The lowered fever might make you feel better, qualitatively, and that might help the holistic healing process. But that's not really measureable. Unless the medication is actually treating the root cause of the fever, it's not speeding the recovery time.
posted by frogan at 1:20 PM on March 21, 2006


Best answer: I'm on my Pediatrics rotation right now. Kids are all about fevers, and parents are all about worrying about fevers.

Fever is still poorly understood, and I don't know of any study that has compared treating it to not. I'd imagine if there was a strong one out there that says people definitely do better with fever treated/not treated, I'd have heard about it. Generally treatment is thought not to hurt, and definitely makes a person feel better. You could do a pubmed search if you're really curious; I bet the studies would be old, and I bet you'd find some that say one thing, and others that say another.

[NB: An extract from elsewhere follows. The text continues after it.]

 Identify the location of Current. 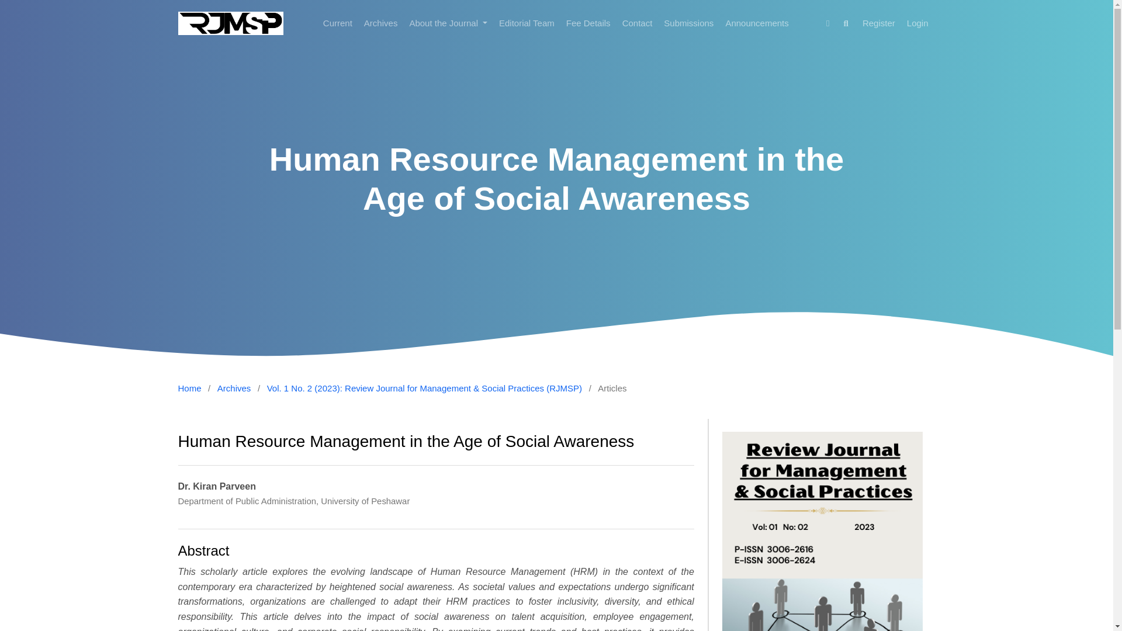
(582, 23).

Fever is caused by changes in regulation by your posterior hypothalamus. When the body is infected (or inflamed in some circumstances), immune cells release chemical factors to tell the hypothalamus to increase the body's thermostat. I've heard different theories about fever; the one I like best argues that bacteria thrive less well at higher temperatures, and the body's own chemical reactions to fight infections work better at higher temps. Anecdotal study: If you give two lizards a pneumonia, and allow one to seek a warm environment, and the other has to stay in a cooler environment, the one in the warmer environment will seek out the warmth and will be more likely to fight off the pneumonia.

Ugh is partially right; we do worry about febrile seizures, but it can be at any temperature considered a fever (100.4F is a "fever" for pediatricians). Febrile seizures are common, about 3-5% of the population experience them, without any sequelae. They are more likely to recur in young kids, and if the kid is older than 5, it's not a febrile seizure anymore.

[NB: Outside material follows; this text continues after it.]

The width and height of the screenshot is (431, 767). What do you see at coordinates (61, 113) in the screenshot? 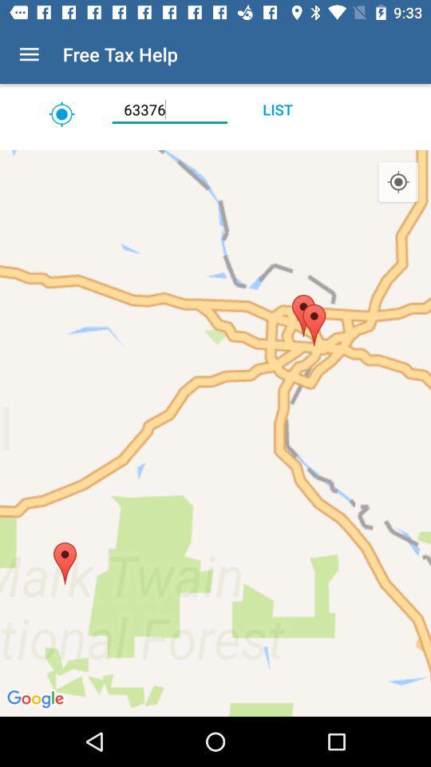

We also worry about very high fevers (105F or above). At that range, we want to get the fever under control, because we can see consequences if it goes higher. There are at least two rare-but-deadly hyperthermia syndromes, neuroleptic malignant syndrome (when taking antipsychotics) and malignant hyperthermia (when using anesthetics in people with a certain mutation).
posted by gramcracker at 1:27 PM on March 21, 2006


Colds are caused by viruses, not bacteria. Even if fever kills bacteria, it will have no effect on cold viruses.

If you have a bacterial disease, antibiotics will kill the bacteria far faster than fever could.

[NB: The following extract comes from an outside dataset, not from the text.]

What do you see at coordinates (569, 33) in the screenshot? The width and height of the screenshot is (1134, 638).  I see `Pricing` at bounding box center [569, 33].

If bringing a fever down avoids suffering, do it.
posted by KRS at 1:44 PM on March 21, 2006


When I last looked at this, it sounded like Fever was a rather blunt instrument. Sometimes, it might help, but antibiotics help more. Othertimes, it doesn't seem to make much difference, other than making you feel crummy.
posted by Good Brain at 2:28 PM on March 21, 2006


Best answer: A bit of clarification from further up- a fever won't actually kill a virus or bacterium, but it will adversely affect its replication rate. Most microorganisms have a narrow 'optimal' temperature- push the environment above or below that, and their growth rate will plummet. Since it is hard to lower your body temp, it gets upregulated instead. Dropping the replication rate of the pathogen will (theoretically) allow your immune system to get ahead of it (barring other complicating factors, compromised immune system, etc). Your immune system is far from a blunt instrument, and generally has very good reasons for the things it does. Conversely, I wouldn't begrudge someone relief- I personally try to ride it out, though.
posted by gadavis at 6:22 PM on March 21, 2006


That is interesting gadavis, my mother and I run a consistently low temperature, 2 degrees at least below normal and we hardly ever get sick. My mother is 63 and hs probably had two colds in her entire life. I had all the normal childhood diseases, for about 12 hours each and still usually only get about 10% of the sicknesses everyone around me gets.
posted by fshgrl at 12:27 AM on March 22, 2006


« Older XP wants to talk Mac   |   Help Kato Kaelin Find A Home That Isn't My Living... Newer »
This thread is closed to new comments.